The parish is small, numbering about 120 people, most of whom are recent immigrants from Syria.

“In 2009, a new parish was formed under the supervision of the same archeparchy to serve the newcomers, the new immigrants coming from Syria,” Father Bcheiry says. When the archbishop gave him the choice, he volunteered to serve this community.

During the Christmas and Easter seasons, Father Bcheiry makes home visits to parishioners around Chicago and the suburbs. He also routinely visits the sick. Sometimes these visits cause him to go without sleep before he returns to his shift at the factory. But it is worth it, he says.

“It’s more than church; it’s a church family.”

Father Bcheiry’s congregation knows firsthand the situation of Christians in the Middle East, especially in Syria, Iraq and Lebanon. He and his parishioners have family and friends back in their mother countries who relate the current conditions without the usual filters.

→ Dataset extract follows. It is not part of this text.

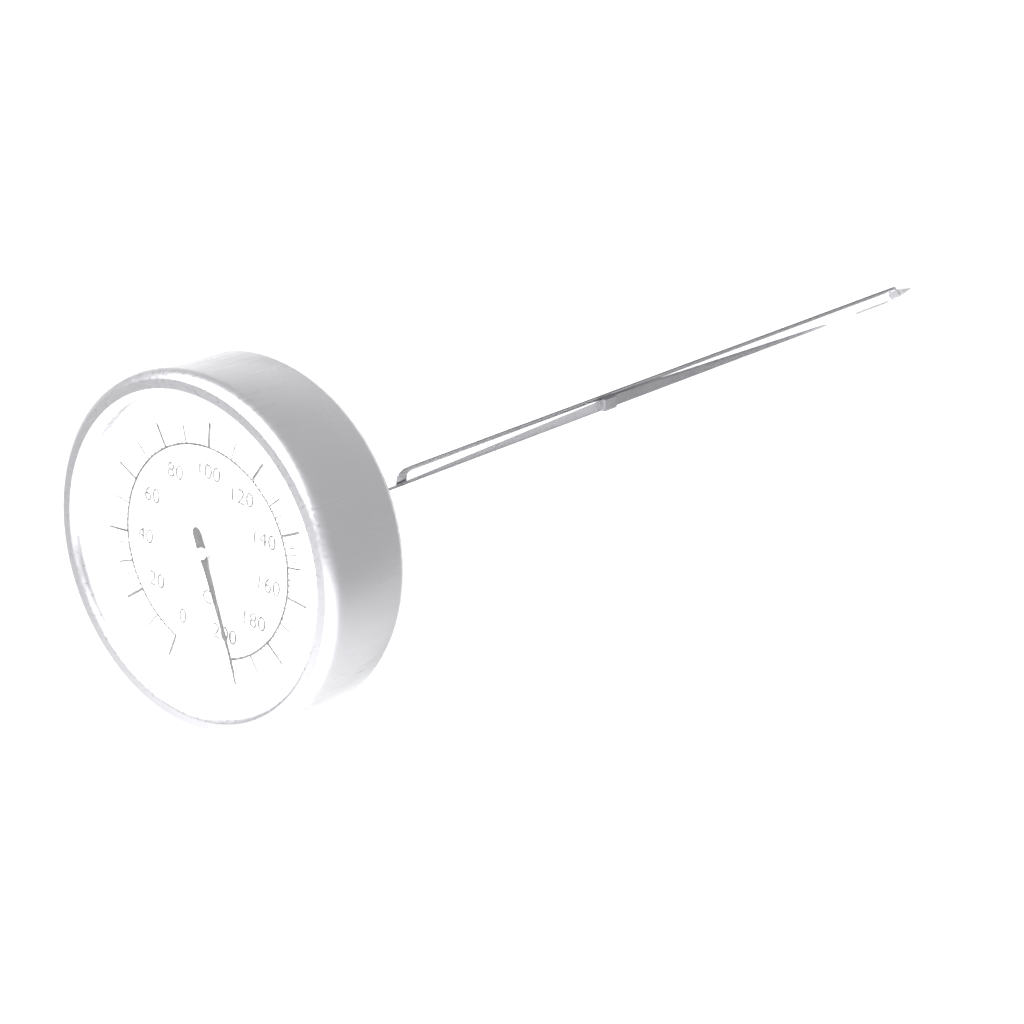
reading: 198 °C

“It is a critical situation, especially in Syria and Iraq,” he says.

Many of St. Afrem’s parishioners came to the United States to escape the violence in Syria.

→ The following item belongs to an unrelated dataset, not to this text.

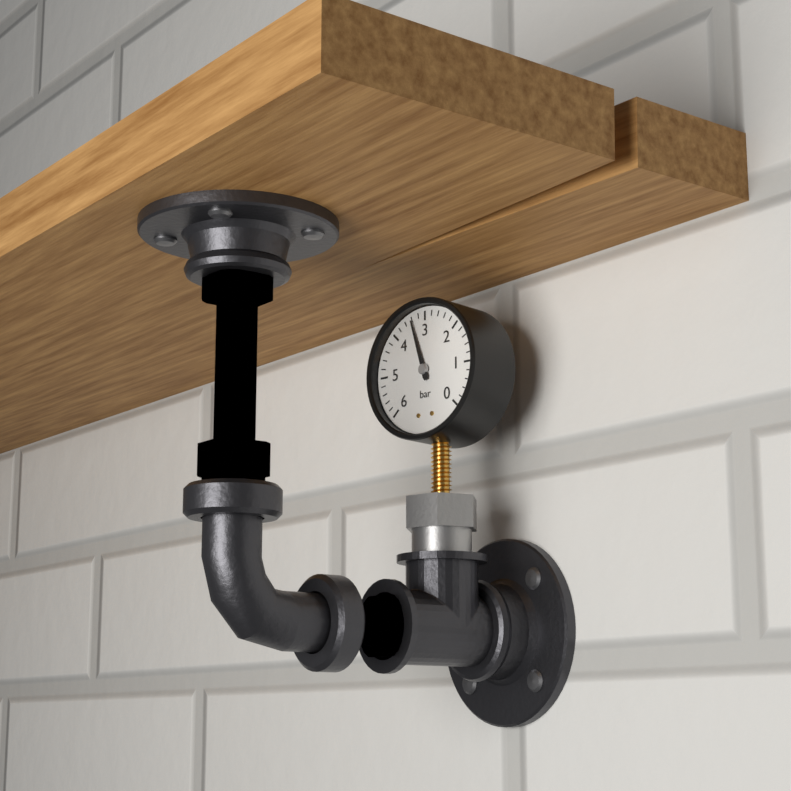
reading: 3.4 bar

“They are happy they have arrived here, but they are stressed because some of their family is still there,” he says.

In Iraq, the priest says, the Christian community has virtually disappeared. “There is hope in Kurdistan that they will reorganize themselves,” he adds.

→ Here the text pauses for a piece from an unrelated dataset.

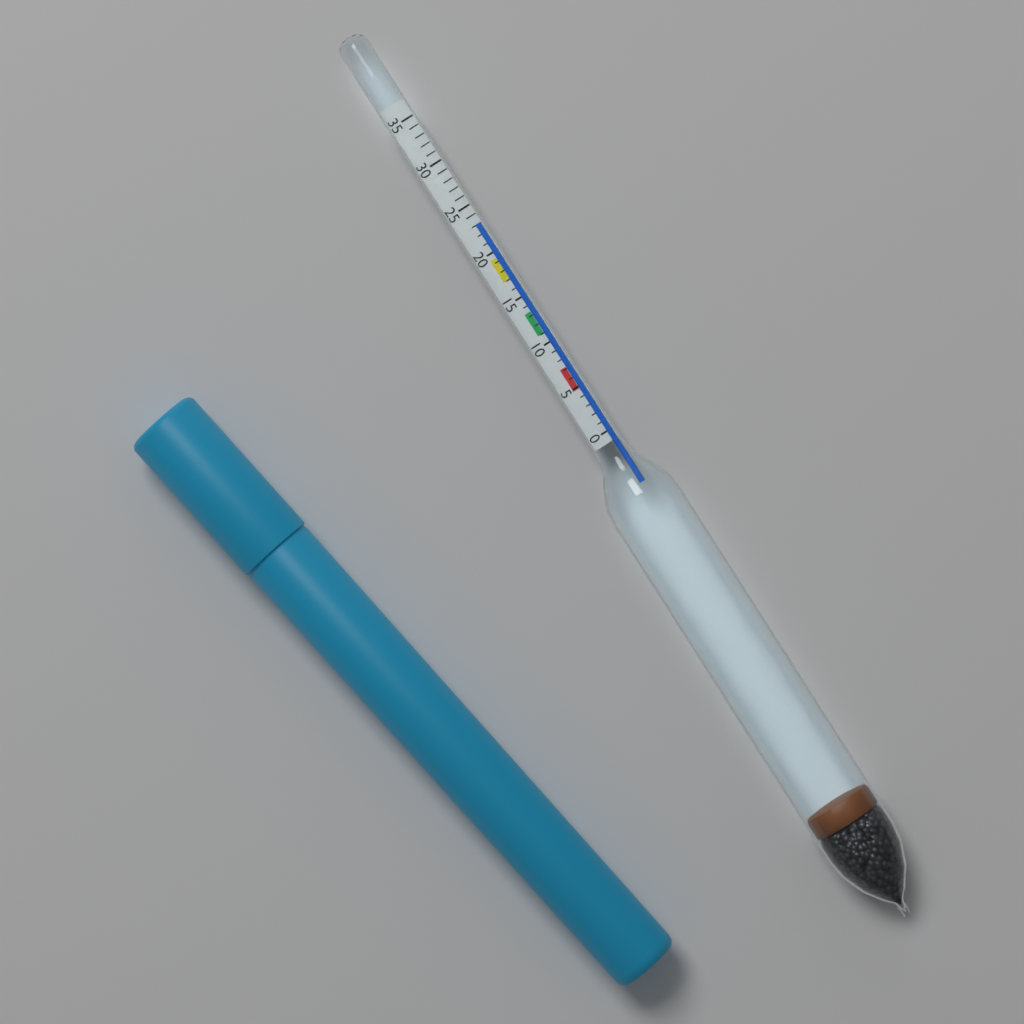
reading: 23 (no unit)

“In Syria, the situation is very bad,” he says, explaining that concerns are not just about war but also its aftermath.

“This is a story of another 20, 30 years. Even if Syria will have peace, real peace, they will need another 15-20 years to recover.”

Even when Syria was one of the most stable countries in the region, thousands of Syrian Christians left the country each year.

Imagine the current situation lasting another 20 years, Father Bcheiry adds.

“We are becoming a weaker and weaker Christian community in the Middle East.

“We are witnessing, for real, a chapter of a dying Christianity in the Middle East.”

During the celebration of the Divine Liturgy in early May, St. Afrem remembered the Christians massacred in the Ottoman Turkish Empire exactly 100 years ago.

“This is our real tragedy because it’s well known as Armenian. And Armenians were the majority who died, but also hundreds of thousands of Syrians died,” Father Bcheiry says of the Middle East’s Syriac Christian community known as Aramaean, Assyrian, Chaldean or Syrian.

According to records compiled by the patriarchate, one-third of the Syriac Orthodox Church in the Middle East perished in 1915, the “Year of the Sword.” Those who survived were deported or fled, many seeking refuge in Baghdad, Beirut, Damascus and Mosul. Many of these families later settled in North America’s burgeoning industrial cities.

“Syrians, they were just peaceful people living in peaceful villages,” he says, adding that they did not have a political agenda beyond living their daily lives. “We were not even against the Ottomans. We were just cut from the world and nobody mentioned it.”

Father Bcheiry does not tell his colleagues at the factory that he is a priest.

“In the end, I am going there for work,” he says.

However, he cannot help but do a little quiet ministry. For example, if he discovers someone is a Christian, he says, he chats casually about the faith, asking questions and listening intently.

Occasionally, coworkers discover his vocation.

“They will say, ‘We know you are priest. You wrote a book. Why are you working in a factory?‘ ” he says, laughing.

“I’m coming from the world of theories,” he says. “We celebrate the Eucharist but we see it under the form of bread and wine. Our life is around faith, things we don’t see. In fabricating, we are dealing with things that you touch in your hand.”

And this line of work is changing him, and helping him to develop his “practical theology.”

“For a priest, working in a factory affects his theology; you appreciate so much the practical things.”

“To make a living, it’s not an easy thing,” he continues. “This is real life, working in a factory not by choice. I believe God chose this in order to teach me exactly what priesthood is,” he says. “It’s a cross I have to bear.”

An eternal student, he has taken this lesson well. “It is beautiful,” he says, “but it is not easy.”

Joyce Duriga is editor of Catholic New World, the newspaper of the Archdiocese of Chicago.